Open jszirani opened 4 months ago

jszirani commented 4 months ago

The issue was found in some custom URL parsing code, I am not sure this is a known issue.

I've isolated the issue to this tiny bit of code:

static boost::regex pattern(R"((&?([^&=]+)(=?([^&]*))))", 
                            boost::regex_constants::extended | boost::regex_constants::optimize);
boost::smatch matches;
std::string testString = "SERVICE=WMTS&TileCol=1";
if (boost::regex_search(testString.cbegin(), testString.cend(), matches, pattern)) {
  for (unsigned int i = 0; i < matches.size(); ++i) {
    std::cout << i << ": " << std::string(matches[i].first, matches[i].second) << std::endl;
  }
}

this will print

0: SERVICE=WMTS 1: SERVICE=WMTS 2: SERVICE 3: =WMTS 4: =WMTS

but I think the last item (number 4) should not have the '=' character present, you can check the regular expression on https://regex-vis.com/ that the = is out of group 4

if you switch to std regex

static std::regex pattern(R"((&?([^&=]+)(=?([^&]*))))", 
                          std::regex_constants::extended | std::regex_constants::optimize);
std::smatch matches;
std::string testString = "SERVICE=WMTS&TileCol=1";
if (std::regex_search(testString.cbegin(), testString.cend(), matches, pattern)) {
  for (size_t i = 0; i < matches.size(); ++i) {
    std::cout << i << ": " << std::string(matches[i].first, matches[i].second) << std::endl;
  }
}

it will print

0: SERVICE=WMTS 1: SERVICE=WMTS 2: SERVICE 3: =WMTS 4: WMTS

jzmaddock commented 4 months ago

Well... I think we're correct here: you've asked for POSIX extended regular expressions which means "leftmost longest" and that rule applies to sub-expressions as well.

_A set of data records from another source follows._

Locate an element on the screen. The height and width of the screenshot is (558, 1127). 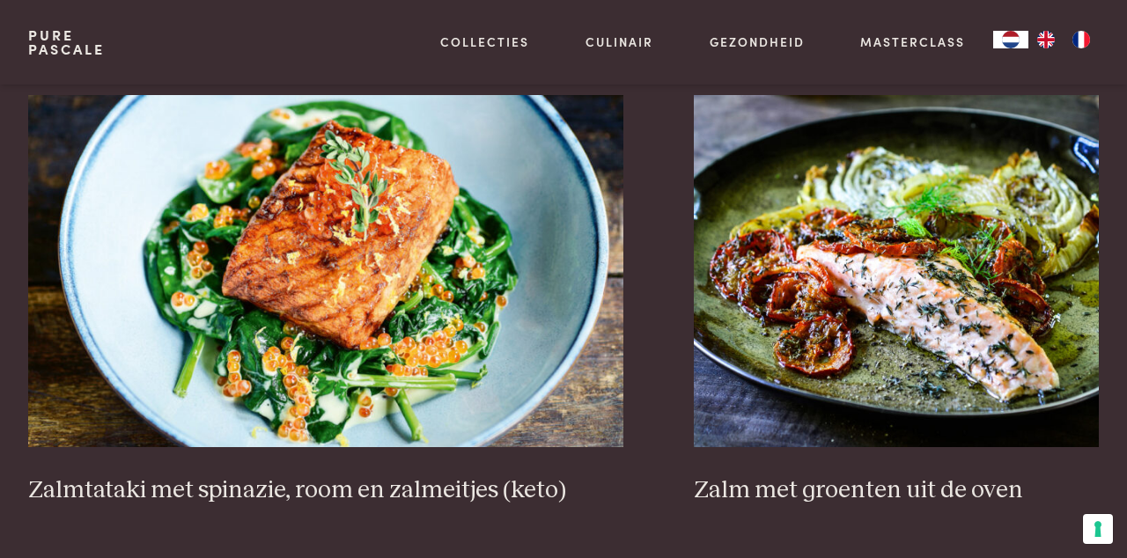
a: Masterclass is located at coordinates (912, 41).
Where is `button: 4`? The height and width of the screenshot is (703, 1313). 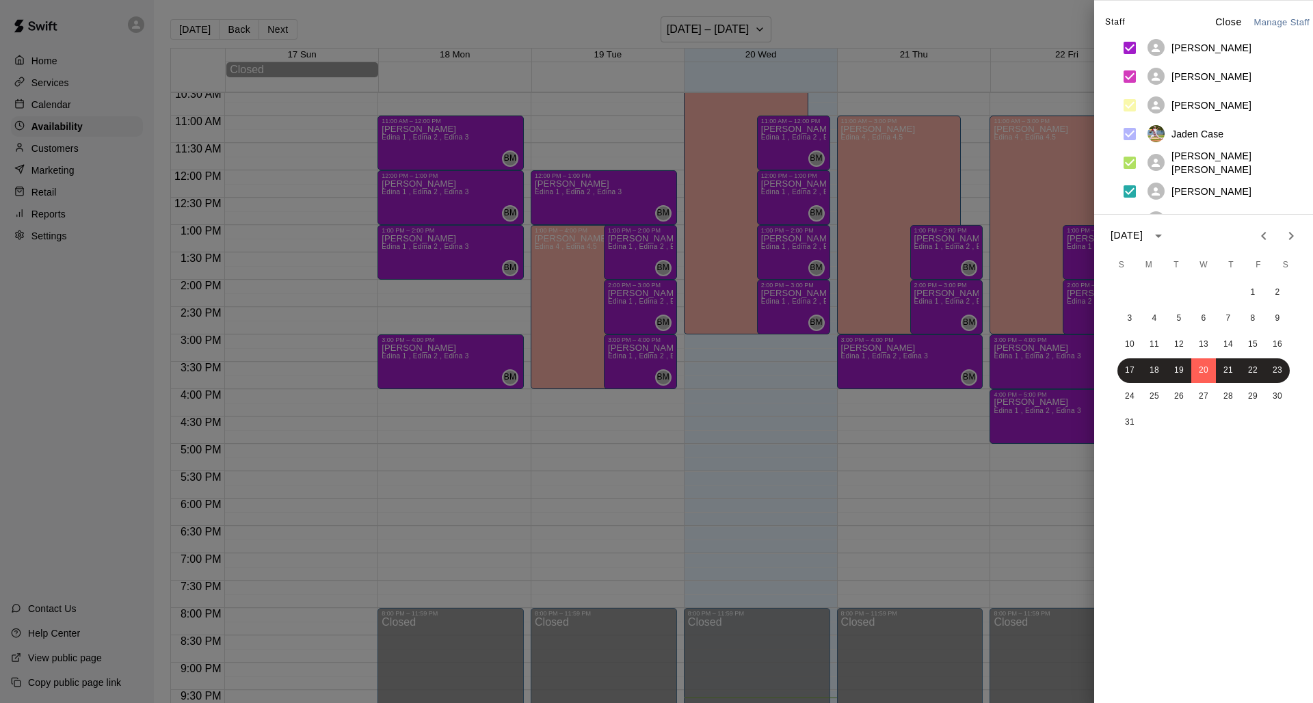
button: 4 is located at coordinates (1154, 319).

In this case the matcher finds the match you were expecting first (and this is what is returned had you specified a perl regular expression), then rather than stopping at that point as a perl matcher would do, it backtracks looking for something "better". The first backtrack tries matching with the =? part matching zero times, and low and behold the [^&]* then matches to the next & just like before, only this time it starts further left and so is considered "better". Hope that makes sense!